[ By WebUrbanist in Art & Drawing & Digital. ]
Many contemporary architects cut and paste scale figures into their renderings to show depth and dimension, but in cases where they draw their own, aspects of their style and personality become apparent in the radical differences between their approaches.
Frank Gehry’s figure, perhaps predictably, is a mess of forms and shapes. Walter Gropius’ betrays a Bauhaus bent, all angles and boxes. Steven Holl, of course, is a lovely little watercolor, expressive and reflective of his well-known habit for creating daily water-colored sketches.
New York architectural designer Noor Makkiya has collected twenty-one such examples for a series dubbed simply Figures, isolating them on neutral backgrounds to allow for easy side-by-side comparisons.
The variations are dramatic, between highly-stylized forms to simplified human figures or completely abstract sets of shapes forming nearly-illegible avatars, all showing something about the architect behind them and how they choose to represent their work.
From the collector: “Human figures are typically used in an architecture rendering to provide a clear scale for the common eye. Thanks to new technologies like Photoshop we have lost our “ontological dimension”, and the copy paste method we use makes it easier for us to fill architecture renderings with a desultory crowd of figures.”
“True architects since the early centuries used human figures not only to describe the quantity and the quality of the environment but also for deeper purposes of study and expression. Some used it as means of architecture inspiration, demonstrating the divine power of the human order. Other architects use human figures to emphasize on the activity within the space, sometimes it is important to depict the spatial properties of a design. Architects project themselves into the human figure. So if we compare drawings from different architects, we frequently find differences in body shape and body activity, for practicing architects often represent their own ideologies as a reference for understanding the human physical condition.”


[Task to complete]
Would you please restate all of the entries exactly, apart from the pictures?

[Stored dataset items]
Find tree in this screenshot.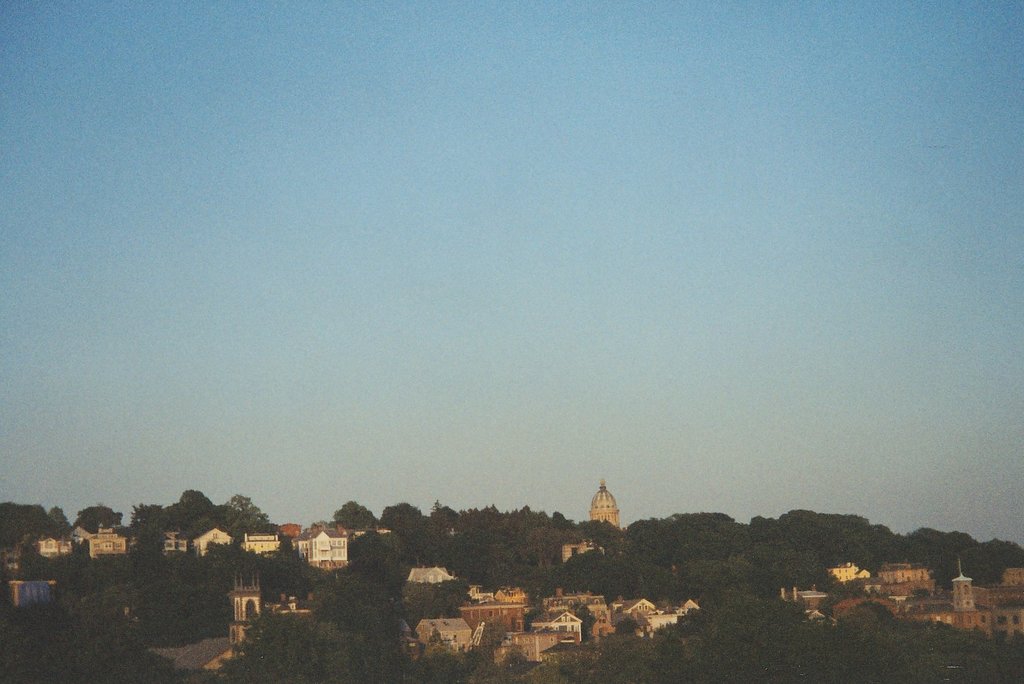
The bounding box for tree is (left=128, top=541, right=162, bottom=593).
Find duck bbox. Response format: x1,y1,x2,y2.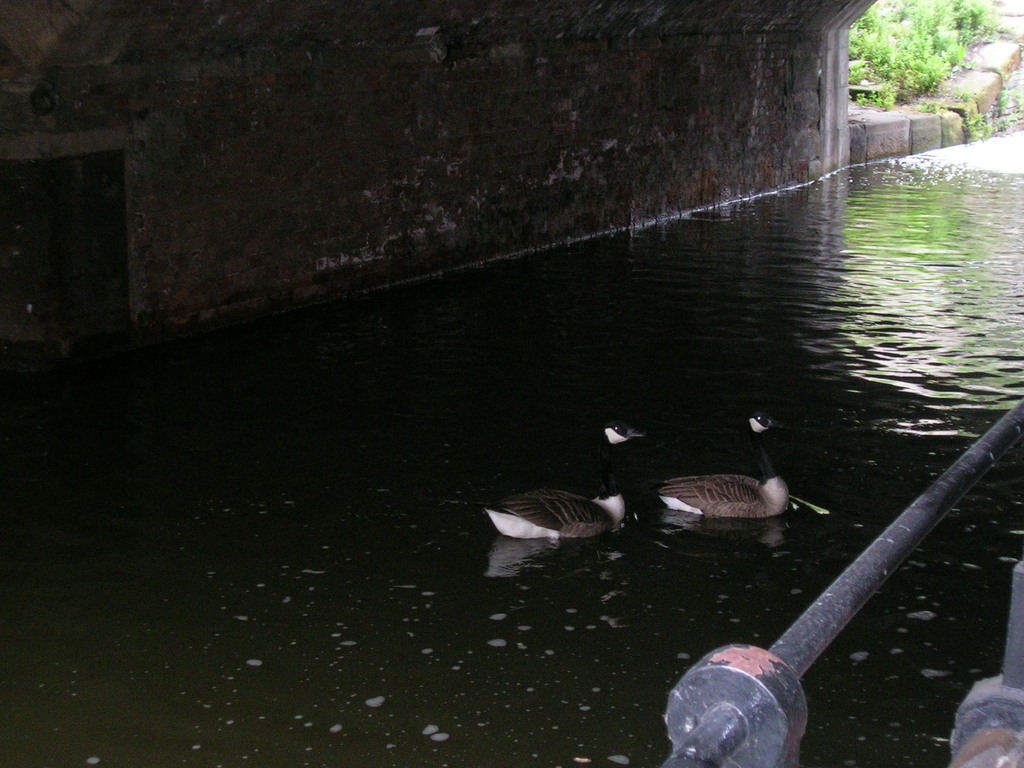
661,445,805,526.
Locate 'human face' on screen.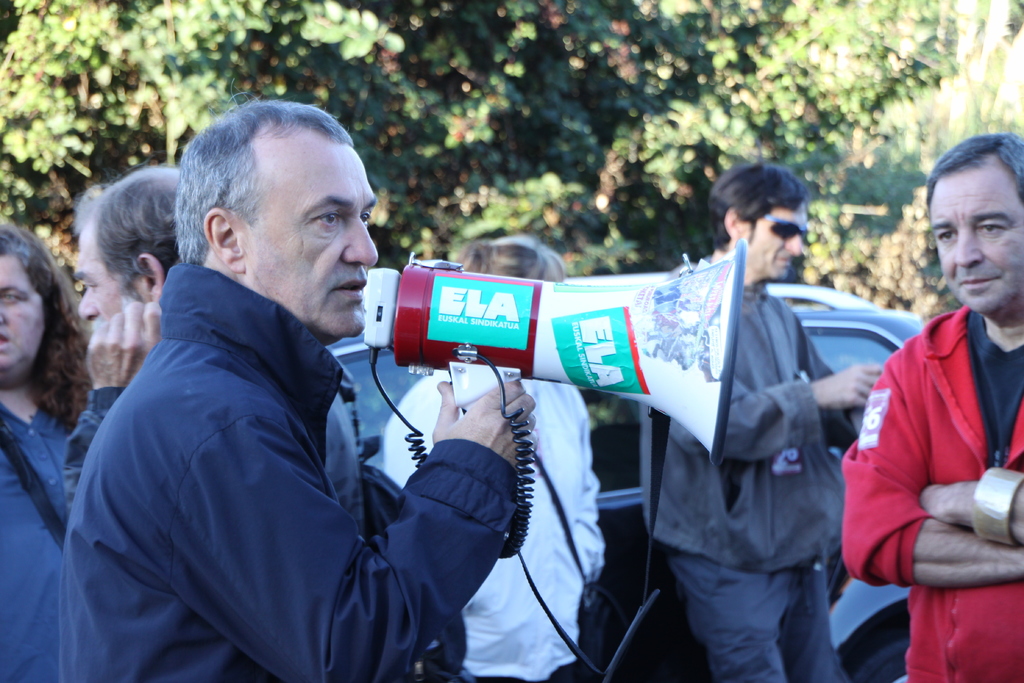
On screen at [927,165,990,310].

[Solution below]
Find tree in this screenshot.
The bounding box for tree is (left=128, top=541, right=162, bottom=593).
Find duck bbox. Response format: x1,y1,x2,y2.
661,445,805,526.
Locate 'human face' on screen.
On screen at [927,165,990,310].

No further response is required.